Mostafa Saeed


2025

Lemmatization for dialectal Arabic poses many challenges due to the lack of orthographic standards and limited morphological analyzers. This work explores the effectiveness of Seq2Seq models for lemmatizing dialectal Arabic, both without analyzers and with their integration. We assess how well these models generalize across dialects and benefit from related varieties. Focusing on Egyptian, Gulf, and Levantine dialects with varying resource levels, our analysis highlights both the potential and limitations of data-driven approaches. The proposed method achieves significant gains over baselines, performing well in both low-resource and dialect-rich scenarios.
Lemmatization is crucial for NLP tasks in morphologically rich languages with ambiguous orthography like Arabic, but existing tools face challenges due to inconsistent standards and limited genre coverage. This paper introduces two novel approaches that frame lemmatization as classification into a Lemma-POS-Gloss (LPG) tagset, leveraging machine translation and semantic clustering. We also present a new Arabic lemmatization test set covering diverse genres, standardized alongside existing datasets. We evaluate character-level sequence-to-sequence models, which perform competitively and offer complementary value, but are limited to lemma prediction (not LPG) and prone to hallucinating implausible forms. Our results show that classification and clustering yield more robust, interpretable outputs, setting new benchmarks for Arabic lemmatization.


[ACTIVITY]
Line by line, output everything from the one that contains "Find the location" through the end of the material below, exactly as written and with no pictures.

———

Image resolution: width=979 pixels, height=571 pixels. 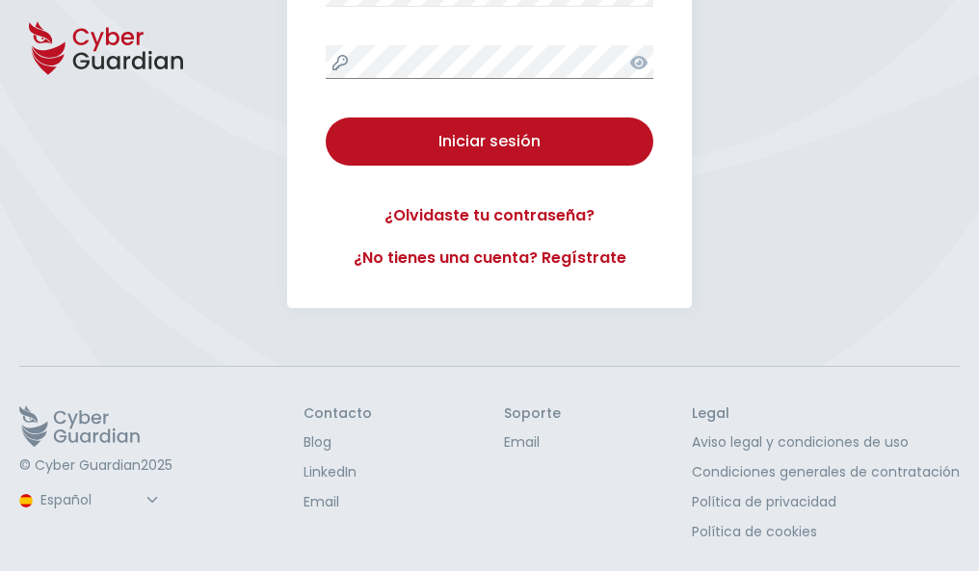 What do you see at coordinates (825, 414) in the screenshot?
I see `h3: Legal` at bounding box center [825, 414].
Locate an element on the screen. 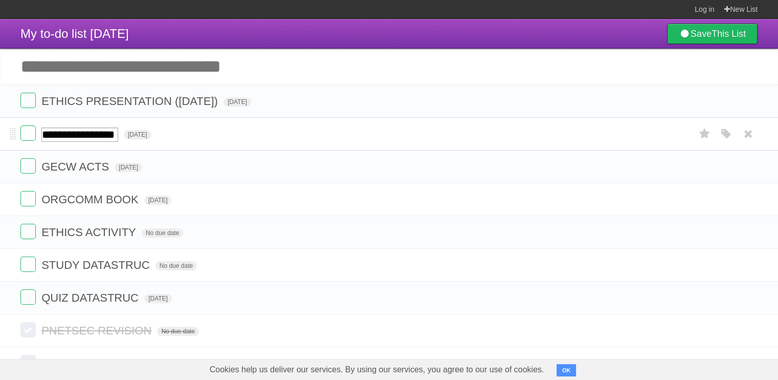 The width and height of the screenshot is (778, 380). span: Ethics Video is located at coordinates (74, 363).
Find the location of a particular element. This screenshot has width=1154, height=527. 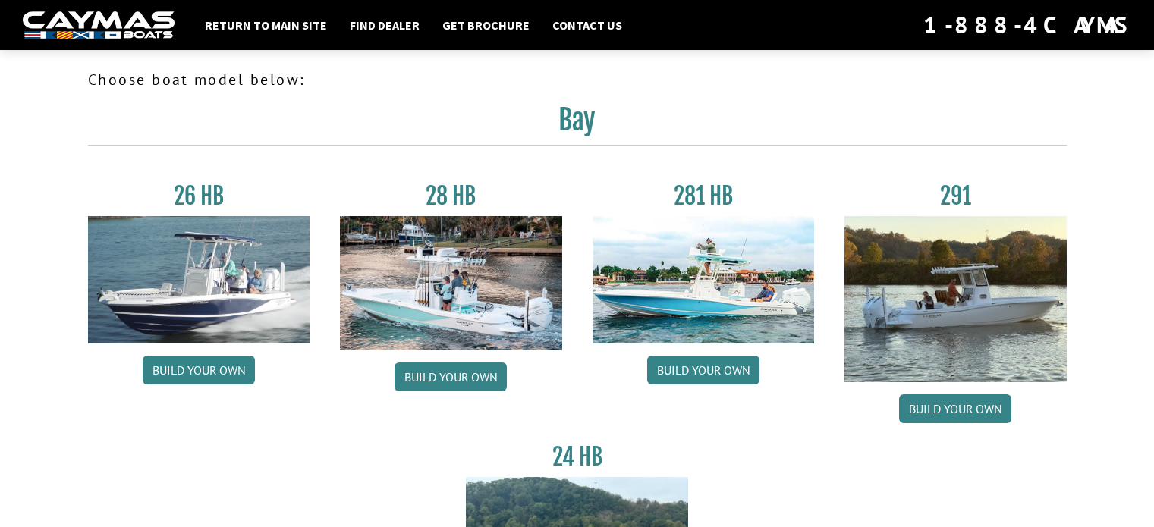

h3: 291 is located at coordinates (955, 196).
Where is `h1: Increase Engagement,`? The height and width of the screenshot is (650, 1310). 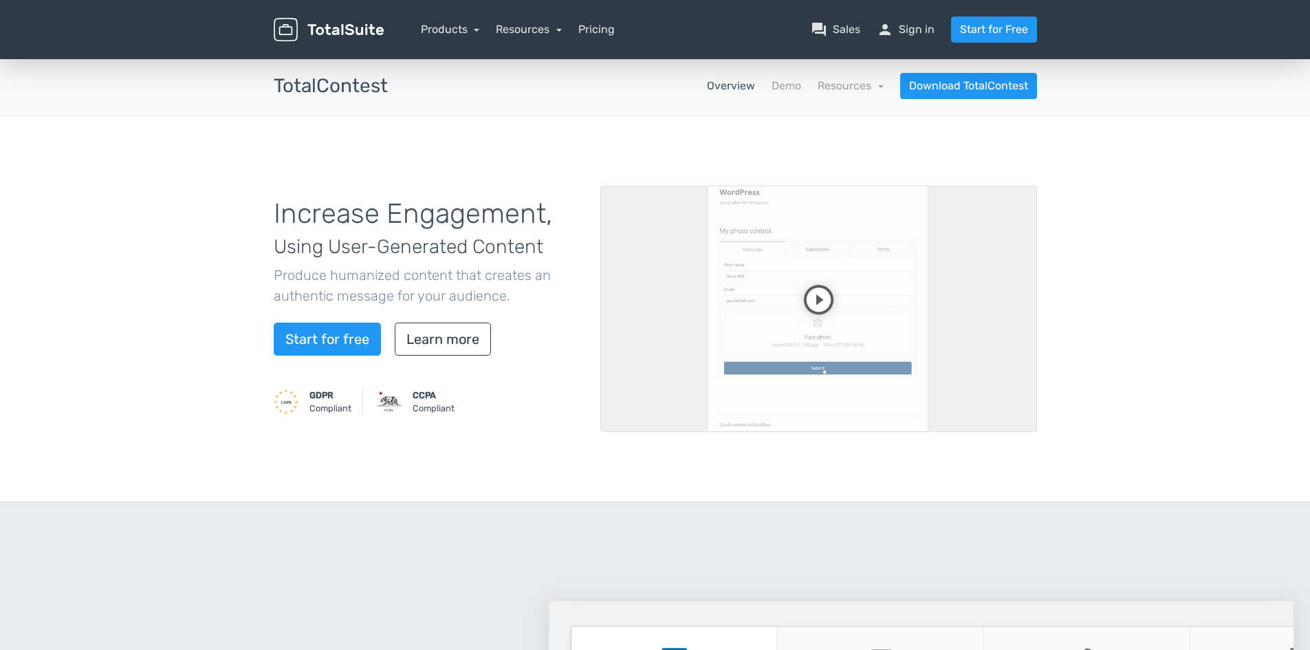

———

[RESPONSE TO THIS EXERCISE]
Find the location of a particular element. This screenshot has width=1154, height=527. 

h3: 291 is located at coordinates (955, 196).
Where is `h1: Increase Engagement,`? The height and width of the screenshot is (650, 1310). 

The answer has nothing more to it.